Tony Hooper

Tony Hooper was the co-founder and a key member of the Strawbs during the group's first five years of existence, from 1967 through 1972. Born into a musical family in 1943, he was drawn to acting as a boy, but he later developed an interest in music. During the mid-'50s, he first made the acquaintance of Dave Cousins at school and discovered, at age 12, that they shared admiration for England's skiffle king, Lonnie Donegan. Out of that shared fandom, they each took up the guitar and formed their first group together, a jug band called the Gin Bottle Four.

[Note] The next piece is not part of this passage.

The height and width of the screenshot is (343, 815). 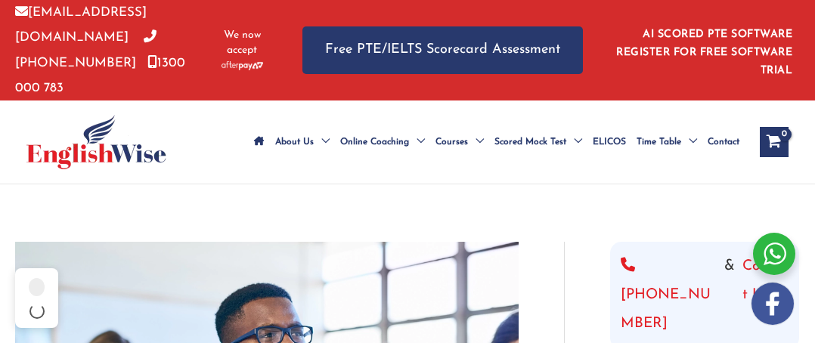 What do you see at coordinates (723, 142) in the screenshot?
I see `a: Contact` at bounding box center [723, 142].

The band evolved along with the bandmembers' interests, from skiffle and jazz in the early days, and later into blues and folk music; among their early idols were Leadbelly, Pete Seeger, Peggy Seeger, Ewan MacColl, and Ramblin' Jack Elliott. They discovered bluegrass music a little bit later, and out of that interest -- with Cousins taking up the banjo, while Hooper stuck with his guitar -- they plunged into the genre. During the early '60s, Hooper studied electrical engineering and kept his hand in music mostly at Cousins' urging -- they played clubs as a duo when Cousins was back from college in London, and sometime in 1963 he introduced Hooper to Arthur Phillips, a mandolinist who turned their unit into a trio. They finally became a formal group in 1964, on the spur of the moment naming themselves the Strawberry Hill Boys in honor of the London locale, Strawberry Hill, where they were rehearsing.